Wolfe Elem. to use grant money for tubano drums

The music room at Wolfle Elementary School will beat with a whole lot of rhythm and heart next fall, thanks to A Bright Future Grant awarded last month. The grant, in the amount of $3,665.25, will be used to purchase about 20 tubano drums students will use with their music teacher, Michael McCurdy, to learn the techniques of rhythm. The drums have feet to stand off the ground and are the perfect height for kids.

The music room at Wolfle Elementary School will beat with a whole lot of rhythm and heart next fall, thanks to A Bright Future Grant awarded last month.

The grant, in the amount of $3,665.25, will be used to purchase about 20 tubano drums students will use with their music teacher, Michael McCurdy, to learn the techniques of rhythm. The drums have feet to stand off the ground and are the perfect height for kids.

“One of the best things you can do is give kids a good rhythmic foundation,” McCurdy said.

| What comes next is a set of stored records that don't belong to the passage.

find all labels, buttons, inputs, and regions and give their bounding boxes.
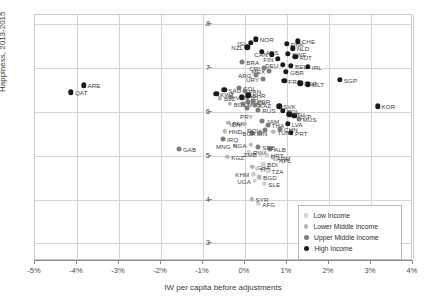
data-point-mex[interactable] — [267, 69, 272, 74]
data-point-label-aut: AUT — [299, 54, 312, 61]
data-point-col[interactable] — [236, 85, 241, 90]
legend-item-lower-middle-income[interactable]: Lower Middle Income — [304, 221, 396, 232]
y-axis-tick-label: 8 — [202, 18, 210, 27]
data-point-ury[interactable] — [261, 77, 266, 82]
x-axis-tick-label: 0% — [239, 266, 250, 275]
gridline-horizontal — [35, 24, 411, 25]
x-axis-tick-label: 4% — [407, 266, 418, 275]
x-axis-tick — [202, 260, 203, 264]
x-axis-tick-label: -5% — [27, 266, 40, 275]
y-axis-tick-label: 6 — [202, 106, 210, 115]
x-axis-tick — [76, 260, 77, 264]
gridline-vertical — [119, 15, 120, 259]
data-point-bra[interactable] — [240, 60, 245, 65]
y-axis-tick-label: 5 — [202, 150, 210, 159]
data-point-label-idn: IDN — [230, 120, 241, 127]
legend-swatch-upper-middle-income — [304, 235, 309, 240]
legend-item-upper-middle-income[interactable]: Upper Middle Income — [304, 232, 396, 243]
data-point-label-kgz: KGZ — [231, 153, 244, 160]
gridline-vertical — [413, 15, 414, 259]
x-axis-tick — [412, 260, 413, 264]
legend-swatch-high-income — [304, 246, 309, 251]
data-point-label-bgr: BGR — [242, 130, 256, 137]
data-point-label-afg: AFG — [262, 200, 275, 207]
data-point-label-uga: UGA — [237, 177, 251, 184]
x-axis-tick — [370, 260, 371, 264]
x-axis-tick-label: -2% — [153, 266, 166, 275]
x-axis-tick-label: -3% — [111, 266, 124, 275]
x-axis-tick — [286, 260, 287, 264]
data-point-label-ury: URY — [246, 76, 259, 83]
gridline-vertical — [77, 15, 78, 259]
data-point-label-mus: MUS — [303, 115, 317, 122]
data-point-cri[interactable] — [262, 65, 267, 70]
data-point-label-qat: QAT — [75, 89, 88, 96]
data-point-label-gab: GAB — [183, 146, 196, 153]
x-axis-tick — [118, 260, 119, 264]
data-point-label-irl: IRL — [312, 63, 322, 70]
x-axis-tick — [328, 260, 329, 264]
data-point-label-sle: SLE — [268, 180, 280, 187]
data-point-label-lva: LVA — [292, 120, 303, 127]
legend-swatch-lower-middle-income — [304, 224, 308, 228]
scatter-chart: IW per capita before adjustments Happine… — [0, 0, 428, 304]
data-point-label-bdi: BDI — [267, 161, 278, 168]
x-axis-tick-label: 1% — [281, 266, 292, 275]
legend-label-upper-middle-income: Upper Middle Income — [314, 234, 379, 241]
data-point-label-zmb: ZMB — [243, 150, 256, 157]
gridline-horizontal — [35, 200, 411, 201]
x-axis-title: IW per capita before adjustments — [34, 283, 412, 292]
y-axis-tick-label: 3 — [202, 238, 210, 247]
data-point-irq[interactable] — [221, 137, 226, 142]
x-axis-line — [34, 260, 412, 261]
x-axis-tick — [34, 260, 35, 264]
data-point-label-prt: PRT — [295, 129, 308, 136]
legend-label-lower-middle-income: Lower Middle Income — [313, 223, 378, 230]
gridline-vertical — [245, 15, 246, 259]
data-point-label-hrt: HRT — [271, 152, 284, 159]
y-axis-title: Happiness, 2013-2015 — [0, 11, 7, 92]
x-axis-tick-label: 3% — [365, 266, 376, 275]
data-point-tha[interactable] — [265, 122, 270, 127]
data-point-label-nor: NOR — [260, 36, 274, 43]
data-point-label-gbr: GBR — [290, 68, 304, 75]
gridline-vertical — [161, 15, 162, 259]
data-point-label-nzl: NZL — [231, 44, 243, 51]
data-point-label-hnd: HND — [229, 128, 243, 135]
gridline-horizontal — [35, 156, 411, 157]
data-point-srb[interactable] — [256, 144, 261, 149]
data-point-label-bra: BRA — [246, 59, 259, 66]
x-axis-tick — [160, 260, 161, 264]
gridline-horizontal — [35, 112, 411, 113]
data-point-mys[interactable] — [241, 101, 246, 106]
data-point-label-srb: SRB — [262, 143, 275, 150]
data-point-label-deu: DEU — [265, 61, 278, 68]
legend-item-low-income[interactable]: Low Income — [304, 210, 396, 221]
legend: Low Income Lower Middle Income Upper Mid… — [298, 205, 402, 260]
data-point-rus[interactable] — [256, 107, 261, 112]
data-point-label-mng: MNG — [216, 142, 231, 149]
gridline-vertical — [203, 15, 204, 259]
legend-label-low-income: Low Income — [313, 212, 350, 219]
data-point-label-mlt: MLT — [312, 81, 324, 88]
data-point-label-kor: KOR — [382, 103, 396, 110]
x-axis-tick-label: -1% — [195, 266, 208, 275]
y-axis-tick-label: 7 — [202, 62, 210, 71]
legend-label-high-income: High Income — [314, 245, 352, 252]
data-point-rou[interactable] — [263, 127, 268, 132]
x-axis-tick-label: -4% — [69, 266, 82, 275]
legend-item-high-income[interactable]: High Income — [304, 243, 396, 254]
data-point-gab[interactable] — [176, 147, 181, 152]
gridline-horizontal — [35, 68, 411, 69]
data-point-label-tun: TUN — [277, 128, 290, 135]
x-axis-tick-label: 2% — [323, 266, 334, 275]
y-axis-tick-label: 4 — [202, 194, 210, 203]
data-point-label-are: ARE — [88, 82, 101, 89]
legend-swatch-low-income — [304, 213, 308, 217]
data-point-ven[interactable] — [229, 95, 234, 100]
data-point-bgr[interactable] — [257, 131, 262, 136]
data-point-label-rus: RUS — [262, 106, 275, 113]
data-point-label-nga: NGA — [233, 141, 247, 148]
x-axis-tick — [244, 260, 245, 264]
data-point-label-sgp: SGP — [344, 76, 357, 83]
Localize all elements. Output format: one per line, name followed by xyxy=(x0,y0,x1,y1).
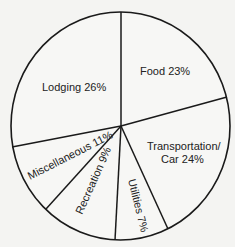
pie-chart: Food 23% Lodging 26% Transportation/ Car… xyxy=(0,0,235,247)
slice-label-transport-line2: Car 24% xyxy=(161,153,204,165)
slice-label-transport-line1: Transportation/ xyxy=(147,140,222,152)
slice-label-food: Food 23% xyxy=(140,65,190,77)
slice-label-lodging: Lodging 26% xyxy=(42,81,106,93)
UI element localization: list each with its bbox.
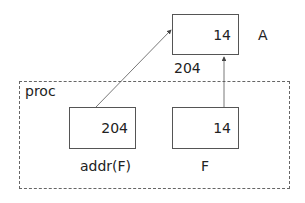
arrows-layer: [0, 0, 305, 203]
arrow-addrF-to-A: [96, 30, 171, 107]
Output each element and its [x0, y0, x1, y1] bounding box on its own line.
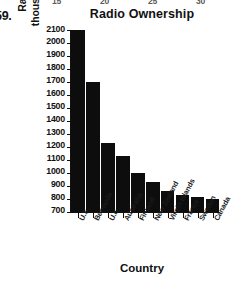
y-axis-tick-label: 2100: [46, 24, 65, 34]
clipped-tick-label: 30: [196, 0, 205, 6]
y-axis-tick-label: 1000: [46, 166, 65, 176]
y-axis-tick-label: 1500: [46, 101, 65, 111]
chart-title: Radio Ownership: [62, 7, 222, 21]
clipped-tick-label: 15: [52, 0, 61, 6]
bar: [71, 30, 84, 212]
y-axis-tick-label: 1900: [46, 49, 65, 59]
bar: [116, 156, 129, 212]
y-axis-tick-label: 900: [51, 179, 65, 189]
y-axis-tick-label: 2000: [46, 36, 65, 46]
y-axis-tick-label: 700: [51, 205, 65, 215]
x-axis-category-labels: U.S.BermudaU.K.AustraliaFinlandNew Zeala…: [70, 218, 222, 263]
y-axis-title-line1: Radios per: [16, 0, 29, 55]
y-axis-title-line2: thousand people: [29, 0, 42, 55]
bar: [86, 82, 99, 212]
y-axis-tick-label: 1400: [46, 114, 65, 124]
bar-series: [71, 30, 219, 212]
x-axis-title: Country: [62, 262, 222, 274]
question-number: 59.: [0, 9, 11, 23]
y-axis-tick-label: 800: [51, 192, 65, 202]
y-axis-tick-label: 1600: [46, 88, 65, 98]
y-axis-title: Radios per thousand people: [16, 0, 42, 55]
y-axis-tick-label: 1700: [46, 75, 65, 85]
clipped-tick-label: 20: [100, 0, 109, 6]
plot-area: 2100200019001800170016001500140013001200…: [70, 30, 222, 213]
y-axis-tick-label: 1300: [46, 127, 65, 137]
y-axis-tick-label: 1800: [46, 62, 65, 72]
clipped-tick-label: 25: [148, 0, 157, 6]
y-axis-tick-label: 1200: [46, 140, 65, 150]
y-axis-tick-label: 1100: [47, 153, 65, 163]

A Bright Future Grants are awarded by E. Marie Ponton, a classical pianist and former piano teacher, to support music programs “as a way of honoring the difference that music has made in her life” and inspire and introduce a “familiarity with, and the playing of, traditional musical instruments.”

“I think kids naturally love music. I think it’s born in them,” Ponton said with a warm smile. She and her attorney, Lillian R. Schauer who administers the grants, visited with McCurdy and Wolfle Principal Ben Degnin last month to give them the funds.

“Music has been very important to me since I was 7 years old,” Ponton said. “That’s why I wanted to do this – I felt there was a need there.”

Degnin has passionately worked with his staff to integrate the arts into all curriculums as a way to further engage students in learning.

“The more they get involved, the more they take ownership,” he said.

A number of recently completed and in-progress projects at Wolfle reflect this including the S’Klallam Story Pole gracing the entryway of Wolfle, the Growing Garden behind the school, a colorful mural inspired and painted by students on the hallway leading to the music room, and a very large interactive felt mural used to learn about the life cycle of salmon.

For McCurdy, “Sharing my joy of music has made all the difference with kids,” he said, wrapping up his first year of teaching at Wolfle. “It’s not just pounding music into them, but sharing the joy of it.”

He’s also a professional drummer and plays in the Blues Counselors, made up of staff from local schools that will perform at Kingston’s Fourth of July Music Festival.

McCurdy is building a curriculum around the tubano drums, incorporating the drumming of different cultures. Ponton said she’s looking forward to visiting Wolfle next school year to hear her contribution put to use.